Carlos the Jackal was active during the 1970s and 1980s. I dimly remember him from that era, but had either forgotten or never knew most of the details of his terrorist career. That era is being recalled, as Carlos went on trial today in Paris for four bombings in the 1980s that killed eleven people.
Carlos, if like me you don’t remember much about him, is a Venezuelan whose real name is Ilich Ramirez Sanchez. Now 62, he is a lifelong Communist who embarked on his career of terrorism at an early age. He was kicked out of Moscow University at age 21, whereupon he joined the Popular Front for the Liberation of Palestine and was sent to a training camp run by the Iraqi military. (By that time he had already been trained in guerrilla warfare by the Cuban General Intelligence Directorate.) He conducted terrorist attacks across Europe, including England, France, Austria and West Berlin. He collaborated with East Germany’s Stasi and hid out in Beirut. He was finally captured in Sudan in 1994, tried and imprisoned for life. No doubt there is a good reason why he is only now facing the current charges, but I haven’t seen an explanation.
Carlos, then and now:
It is interesting how much of the current generation of terrorism was anticipated by Carlos’s career. His techniques were mostly similar–car bombings, assassinations, bombs on trains, hostage-taking. Like many of today’s terrorists, he seamlessly fused the apparently incompatible doctrines of Marxism and radical Islam. Carlos converted to Islam in 1975. He enthusiastically supported Osama bin Laden and Saddam Hussein. While his main theater of operations was Europe, he identified the U.S. and Israel as his “main imperialist enemies.” His line of BS is interchangeable with what we hear from today’s terrorists:
Supporting her husband before the trial, Ms Coutant-Peyre said: “He is not a criminal but a politician, like Nelson Mandela. He is a freedom fighter – a revolutionary.”The current trial is something of a spectacle. Security is tight; the dock where Carlos sits is fronted with bulletproof glass and topped with a cage ceiling:
When it was pointed out that Carlos had admitted killing hundreds during his career as a “super terrorist,” Ms Coutant-Peyre said: “It’s very unfortunate for the victims, but there’s always a reason in international politics.”
Not that Carlos apparently has much to fear from the packed gallery, much of which shares his wife’s assessment of his career:
Speaking to confirm his real name – Ilich Ramirez Sanchez – Carlos looked relaxed and calm in jeans, sweatshirt, and a blue casual jacket as he smiled and raised his arm in a clenched-fist salute.In general, Carlos seems to have made a success of his career as a terrorist. Currently on a hunger strike–that’s the report, anyway; he looks well-fed–Carlos apparently has not been made to experience any particular discomfort, despite admitting to hundreds of murders. He has been married three times, most recently to a lawyer, the woman quoted above, who is participating in his defense: “the notorious womanizer married [her] in prison a decade ago.”
During a number of interventions, Carlos was cheered from the public gallery as he blamed “Imperialists” for waging war on Muslims, and attacked the “racist Zionists of Israel.” …
Supporters attending the court included a number of Venezuelans who view Carlos as a political prisoner. As their applause intensified, judges called for order, saying that a courtroom was not a place to hold a political demonstration.
Is the era of the celebrity terrorist over, or will Khalid Sheik Mohammed someday be cheered by adoring crowds who accept that he, too, is “a politician, like Nelson Mandela”?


*Goal of the exercise*
Copy each record exactly and skip its pictures.

:: Exercise materials ::

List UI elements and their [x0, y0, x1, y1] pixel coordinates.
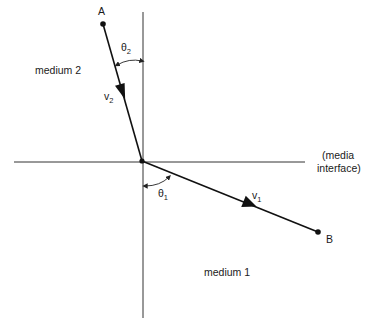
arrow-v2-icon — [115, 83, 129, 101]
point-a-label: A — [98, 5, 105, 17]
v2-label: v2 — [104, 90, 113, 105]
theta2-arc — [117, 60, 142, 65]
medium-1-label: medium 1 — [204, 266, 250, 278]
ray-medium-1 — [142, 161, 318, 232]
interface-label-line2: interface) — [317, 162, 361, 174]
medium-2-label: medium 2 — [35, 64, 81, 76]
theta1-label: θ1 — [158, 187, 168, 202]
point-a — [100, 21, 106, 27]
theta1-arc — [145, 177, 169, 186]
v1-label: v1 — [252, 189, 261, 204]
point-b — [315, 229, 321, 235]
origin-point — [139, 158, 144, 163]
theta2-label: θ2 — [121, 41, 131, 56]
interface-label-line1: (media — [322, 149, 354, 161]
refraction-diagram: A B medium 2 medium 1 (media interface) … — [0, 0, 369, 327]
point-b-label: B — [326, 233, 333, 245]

:::

*Reply*
List UI elements and their [x0, y0, x1, y1] pixel coordinates.
arrow-v2-icon — [115, 83, 129, 101]
point-a-label: A — [98, 5, 105, 17]
v2-label: v2 — [104, 90, 113, 105]
theta2-arc — [117, 60, 142, 65]
medium-1-label: medium 1 — [204, 266, 250, 278]
ray-medium-1 — [142, 161, 318, 232]
interface-label-line2: interface) — [317, 162, 361, 174]
medium-2-label: medium 2 — [35, 64, 81, 76]
theta1-label: θ1 — [158, 187, 168, 202]
point-a — [100, 21, 106, 27]
theta1-arc — [145, 177, 169, 186]
v1-label: v1 — [252, 189, 261, 204]
point-b — [315, 229, 321, 235]
origin-point — [139, 158, 144, 163]
theta2-label: θ2 — [121, 41, 131, 56]
interface-label-line1: (media — [322, 149, 354, 161]
refraction-diagram: A B medium 2 medium 1 (media interface) … — [0, 0, 369, 327]
point-b-label: B — [326, 233, 333, 245]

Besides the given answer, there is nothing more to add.